For an app targeting iOS and Android this should be more than enough:

public static class GlobalExceptionHandler
{
    // We'll route all unhandled exceptions through this one event.
    public static event UnhandledExceptionEventHandler UnhandledException;

    static GlobalExceptionHandler()
    {
        AppDomain.CurrentDomain.UnhandledException += (sender, args) =>
        {
            UnhandledException?.Invoke(sender, args);
        };

        // Events fired by the TaskScheduler.
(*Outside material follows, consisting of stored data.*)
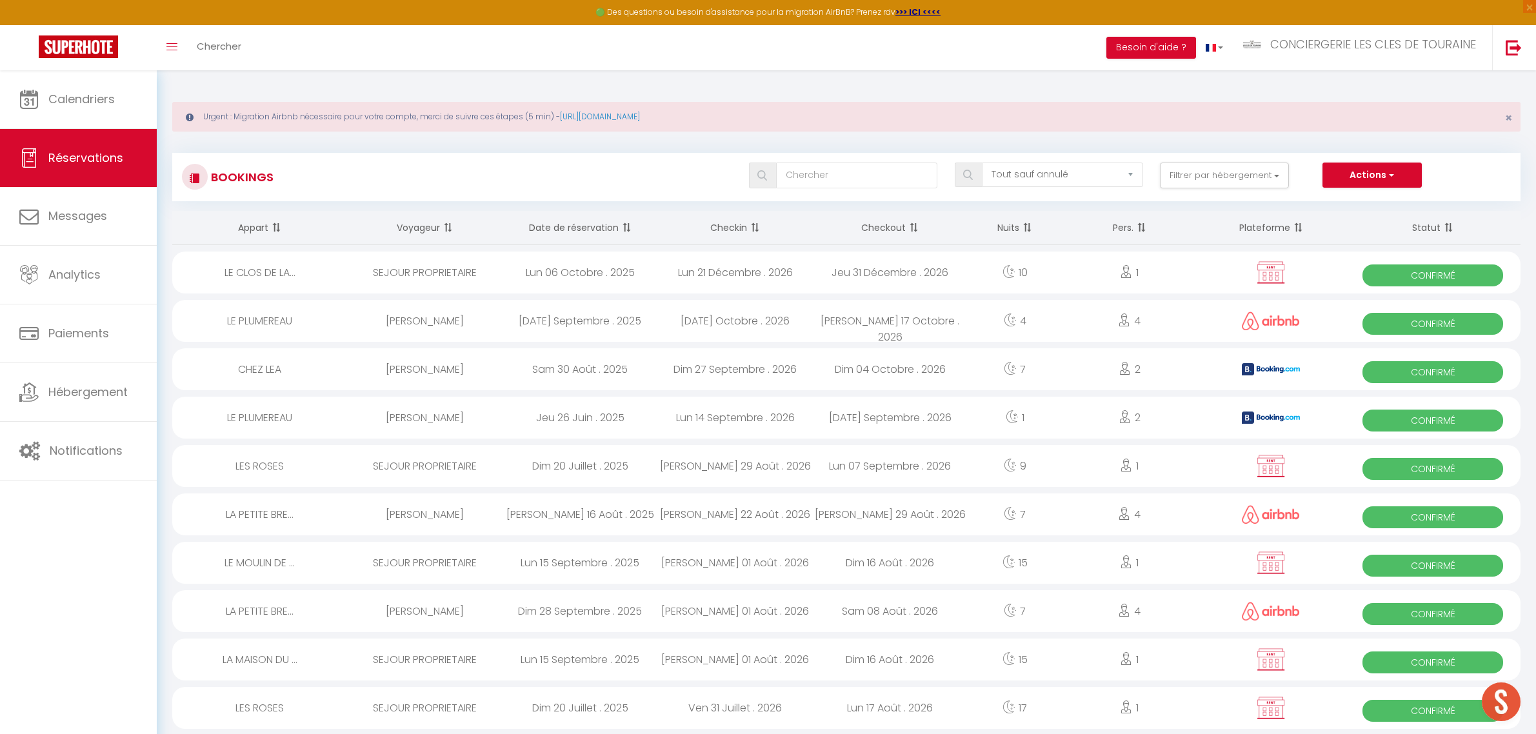 This screenshot has width=1536, height=734. Describe the element at coordinates (846, 117) in the screenshot. I see `div: Urgent : Migration Airbnb nécessaire pour votre compte, merci de suivre ces étapes (5 min) -` at that location.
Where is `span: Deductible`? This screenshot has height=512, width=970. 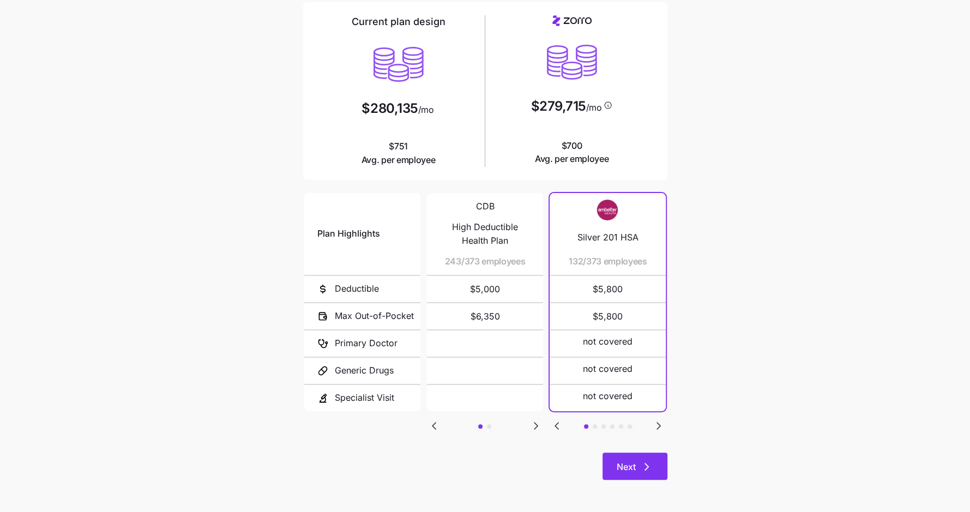 span: Deductible is located at coordinates (357, 288).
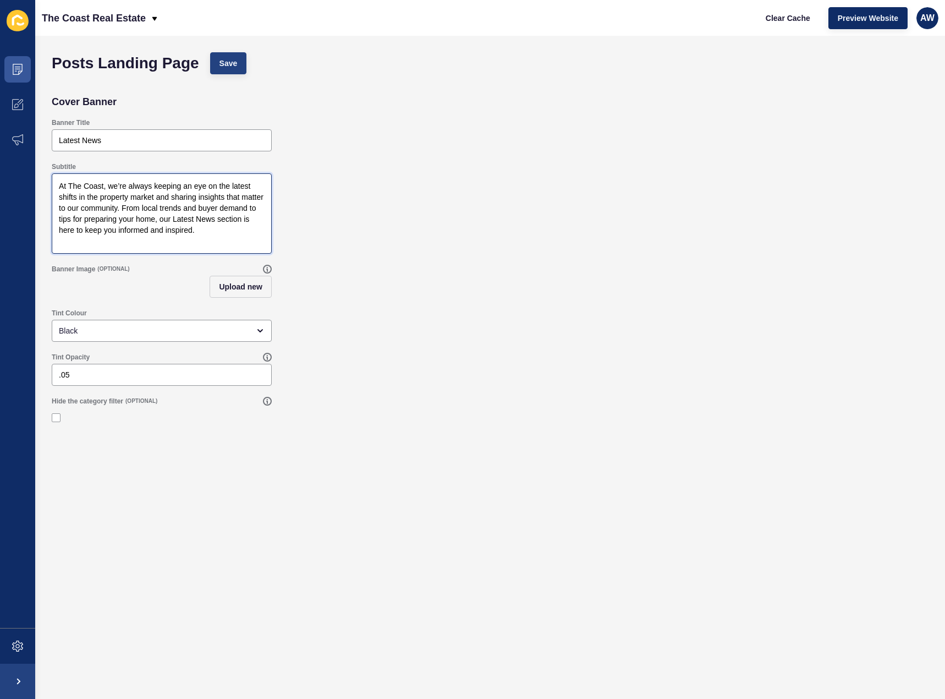 The width and height of the screenshot is (945, 699). Describe the element at coordinates (94, 18) in the screenshot. I see `p: The Coast Real Estate` at that location.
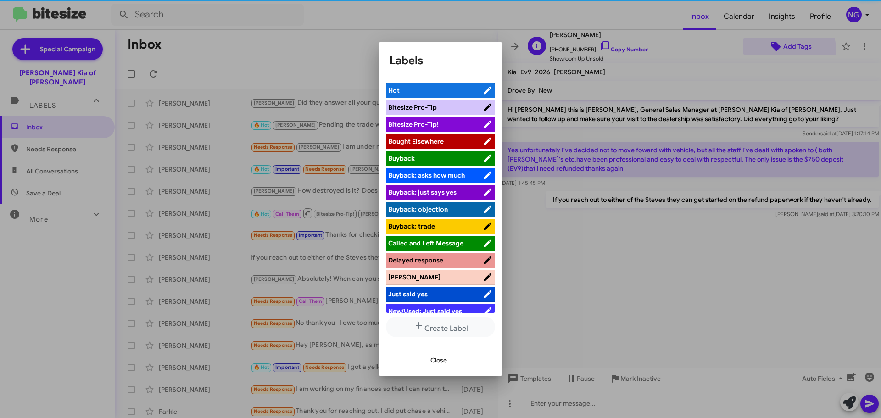  Describe the element at coordinates (408, 294) in the screenshot. I see `span: Just said yes` at that location.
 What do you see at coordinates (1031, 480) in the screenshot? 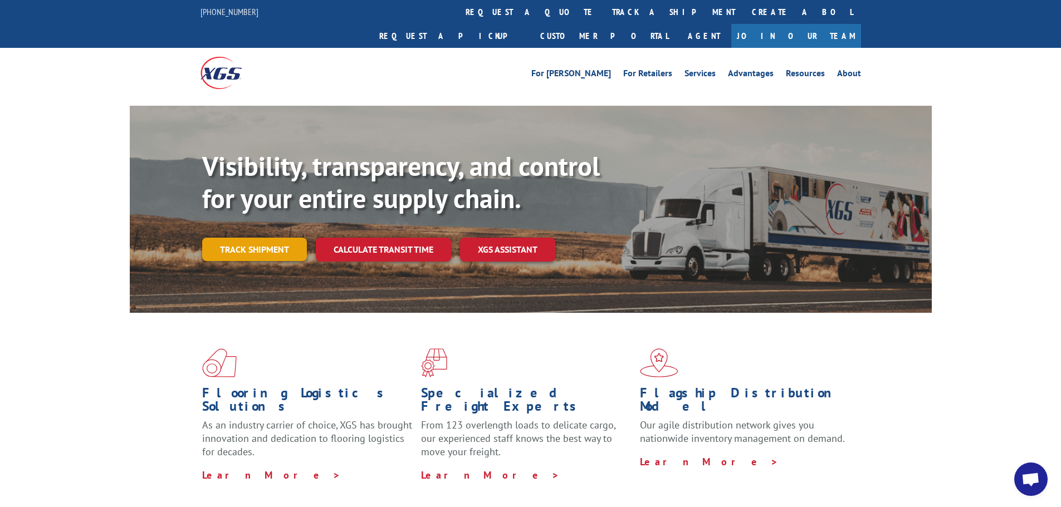
I see `div: Open chat` at bounding box center [1031, 480].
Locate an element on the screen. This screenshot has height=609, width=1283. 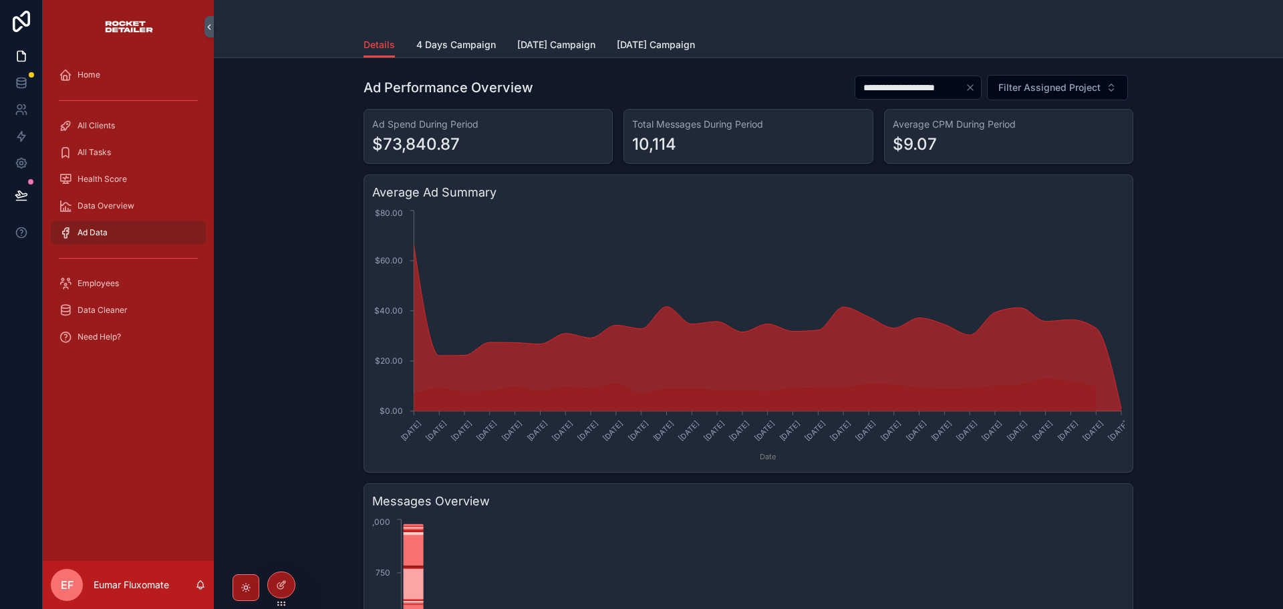
div: $9.07 is located at coordinates (915, 144).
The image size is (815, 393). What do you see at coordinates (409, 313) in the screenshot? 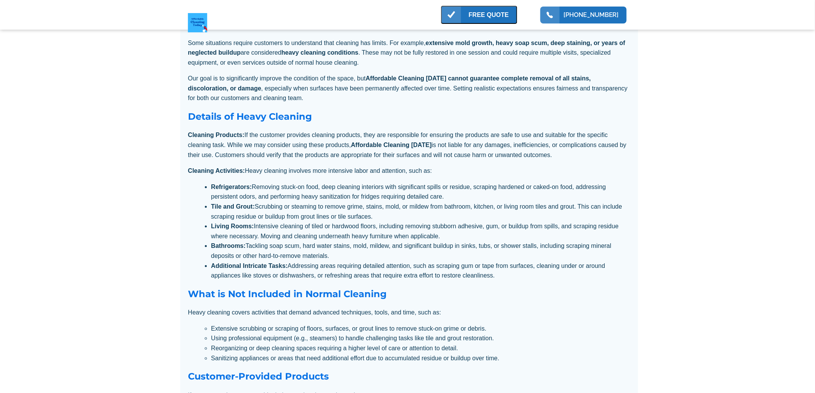
I see `p: Heavy cleaning covers activities that demand advanced techniques, tools, and time, such as:` at bounding box center [409, 313].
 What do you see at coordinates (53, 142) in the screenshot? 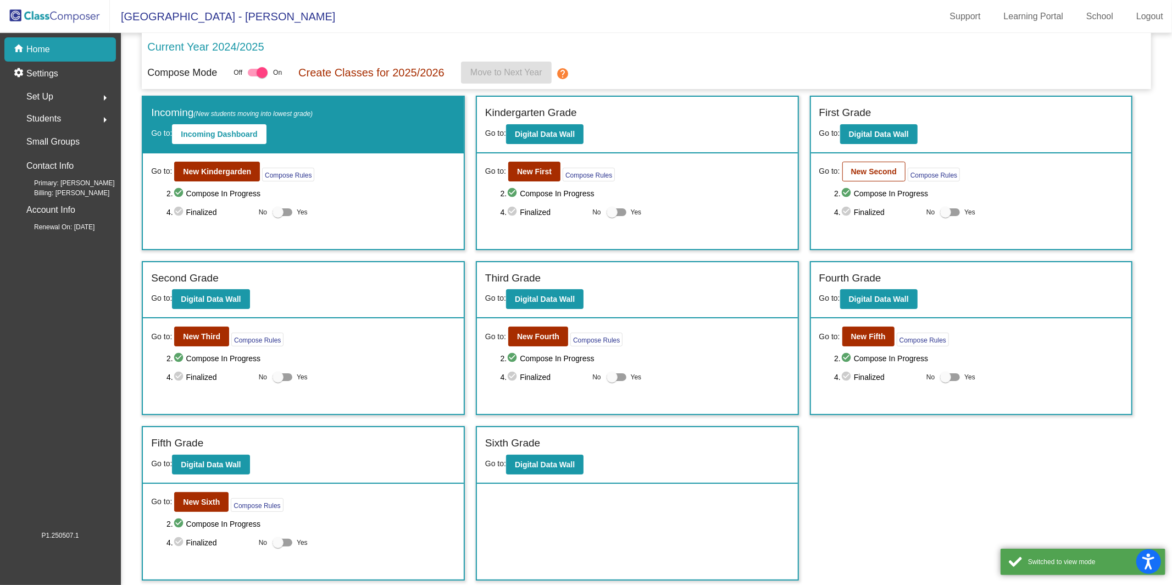
I see `p: Small Groups` at bounding box center [53, 142].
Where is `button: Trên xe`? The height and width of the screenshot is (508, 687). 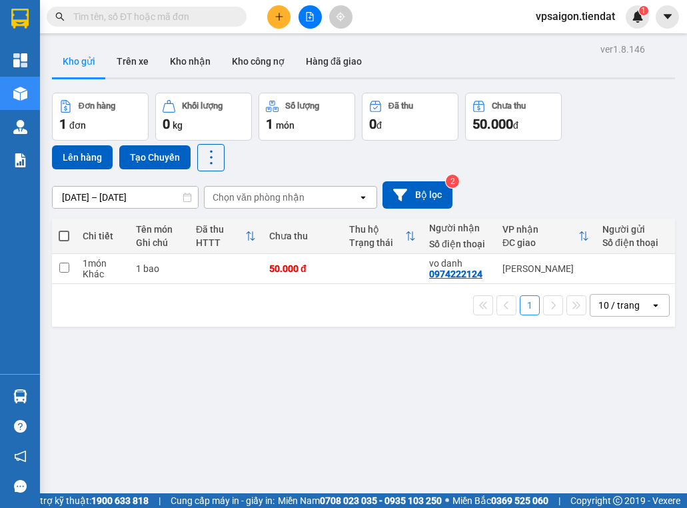 button: Trên xe is located at coordinates (133, 61).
That is calls like Task.Run(...)     
        TaskScheduler.UnobservedTaskException += (sender, args) =>
        {
            UnhandledException?.Invoke(sender, new UnhandledExceptionEventArgs(args.Exception, false));
        };

#if IOS

        // For iOS and Mac Catalyst
        // Exceptions will flow through AppDomain.CurrentDomain.UnhandledException,
        // but we need to set UnwindNativeCode to get it to work correctly. 
        // 
        // See: https://github.com/xamarin/xamarin-macios/issues/15252
        
        ObjCRuntime.Runtime.MarshalManagedException += (_, args) =>
        {
            args.ExceptionMode = ObjCRuntime.MarshalManagedExceptionMode.UnwindNativeCode;
        };

#elif ANDROID

        // For Android:
        // All exceptions will flow through Android.Runtime.AndroidEnvironment.UnhandledExceptionRaiser,
        // and NOT through AppDomain.CurrentDomain.UnhandledException

        Android.Runtime.AndroidEnvironment.UnhandledExceptionRaiser += (sender, args) =>
        {
            args.Handled = true;
            UnhandledException?.Invoke(sender, new UnhandledExceptionEventArgs(args.Exception, true));
        };

        Java.Lang.Thread.DefaultUncaughtExceptionHandler = new CustomUncaughtExceptionHandler(e =>
            UnhandledException?.Invoke(null, new UnhandledExceptionEventArgs(e, true)));
#endif
    }
}

#if ANDROID
public class CustomUncaughtExceptionHandler(Action<Java.Lang.Throwable> callback)
    : Java.Lang.Object, Java.Lang.Thread.IUncaughtExceptionHandler
{
    public void UncaughtException(Java.Lang.Thread t, Java.Lang.Throwable e)
    {
        callback(e);
    }
}
#endif

And a simple way to use this would be:

GlobalExceptionHandler.UnhandledException += GlobalExceptionHandler_UnhandledException;

 private void GlobalExceptionHandler_UnhandledException(object sender, UnhandledExceptionEventArgs e)
  {
      var exception = e.ExceptionObject as System.Exception;
      // Log this exception or whatever
  }

Upvotes: 2

Albert
Albert

Reputation: 585

I solved my problem in Maui .NET 8 on Windows using a recommendation provided by SmartmanApps at https://github.com/dotnet/maui/discussions/653. I haven't tested on other platforms yet, so it might need some adjusting for Android and or iOS/MacCatalyst.

On App.xaml.cs:

public partial class App : Application
{
    public App()
    {
        InitializeComponent();
        AppDomain.CurrentDomain.FirstChanceException += CurrentDomain_FirstChanceException;
        
        MainPage = new AppShell();

        Debug.Print("throwing unhandled exceptions");
        throw new Exception("1");
    }

    private void CurrentDomain_FirstChanceException(object sender, FirstChanceExceptionEventArgs e)
    {
        Debug.WriteLine($"***** Handling Unhandled Exception *****: {e.Exception.Message}");
        // YourLogger.LogError($"***** Handling Unhandled Exception *****: {e.Exception.Message}");
    }
}

Note: The application might terminate as before, but we have a chance to observe/log it, and eventually we can deal with any clean-up we'd need to do. Maybe there's a way to prevent it from terminating in some circumnstances?

Upvotes: 4

Jimmy
Jimmy

Reputation: 2951

Struggled with this for a while myself and ended up using Sentry.io, highly impressed so far!